Rose had very little arrogance, but all women who have been loved must have some. Surely he who was so much her lover could not have left her so soon?

She remembered that when she had said to her mother, “But I could never leave Léon,” Mrs. Pinsent had made no direct response. Her mother had realized that that wasn’t the only question. How had she realized this? Had her father ever--? Rose buried her face in her hands and wept bitterly. “Oh, poor mother!” she murmured, “poor mother!” She could not see herself as wholly poor yet.

And then she remembered Léon’s face as he passed her, his sad, ashamed face, and she knew now why he had left her; but that he did not want to leave her.

She sat up very straight and stopped crying when she realized this.

She thought it very strange, for she knew quite well that Madame Gérard didn’t love Léon, either. She loved her own husband, Rose had seen this; she knew it as if it were in the multiplication table; but she couldn’t think of Madame Gérard now, she wasn’t her business. Léon was her business. She must understand, why he had done this thing. It wasn’t any use being silly and just crying, then it might happen again, and it should never happen again; she wasn’t going to have Léon looking ashamed twice.

From the first what wrung her heart was that Léon would feel it so! He had meant to be such a help, he nearly had been, and if he hadn’t been wasn’t it because Rose had failed him? She hadn’t meant to fail him of course, she had meant just the opposite; but that was before she knew all about everything, and before you know how to mean, meaning isn’t going to be much of a help.

She had thought Léon was strong. He wasn’t strong, but in the rush of her passionate reasoning she carried this feather-weight of disadvantage into the fathomless sea of her love and left it safely there. No, he wasn’t strong--but he was Léon--he was hers.

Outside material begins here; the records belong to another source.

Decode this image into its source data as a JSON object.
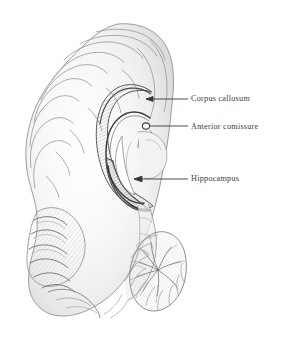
{
  "figure": {
    "kind": "anatomical-illustration",
    "medium": "graphite pencil drawing",
    "background_color": "#ffffff",
    "ink_color": "#3c3a38",
    "sketch_color": "#8c8a88"
  },
  "labels": [
    {
      "id": "corpus-callosum",
      "text": "Corpus callosum",
      "leader": {
        "x1": 148,
        "y1": 99,
        "x2": 188,
        "y2": 99,
        "marker": "arrow-left"
      }
    },
    {
      "id": "anterior-comissure",
      "text": "Anterior comissure",
      "leader": {
        "x1": 148,
        "y1": 126,
        "x2": 188,
        "y2": 126,
        "marker": "circle-left"
      }
    },
    {
      "id": "hippocampus",
      "text": "Hippocampus",
      "leader": {
        "x1": 136,
        "y1": 179,
        "x2": 188,
        "y2": 179,
        "marker": "arrow-left"
      }
    }
  ],
  "structures": [
    {
      "id": "cerebral-cortex",
      "name": "cerebral cortex with gyri and sulci"
    },
    {
      "id": "corpus-callosum-body",
      "name": "corpus callosum"
    },
    {
      "id": "fornix",
      "name": "fornix"
    },
    {
      "id": "lateral-ventricle",
      "name": "lateral ventricle"
    },
    {
      "id": "hippocampal-curve",
      "name": "hippocampus"
    },
    {
      "id": "anterior-comissure-node",
      "name": "anterior comissure"
    },
    {
      "id": "brainstem",
      "name": "brainstem"
    },
    {
      "id": "cerebellum",
      "name": "cerebellum with arbor vitae"
    }
  ]
}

It was she who should have realized his weakness. She remembered now that once or twice lately he had turned back from his excursions with Madame to suggest that Rose should join them, but she had refused in her foolish pride because she had wanted to prove to him how magnanimous she was. She shouldn’t have done that at all, she shouldn’t have had any pride--and it didn’t matter in the least whether she was magnanimous or not! She should have held him to her by whatever could have kept him there. Tears, if tears were necessary; pity, duty, pleading--anything and everything that would have helped him.

She had been thinking of what he would think of her--not of what he needed in her! She saw now it only mattered what he thought of her in so far as it helped her to save him. Her magnanimity hadn’t saved him. Something less beautiful but more practical might have saved him, her just being, for instance, a little more there.

But he hadn’t lied to her, she came back to that as if it was something on which her heart might rest. Ah! if he had done that she would have known that he no longer loved her!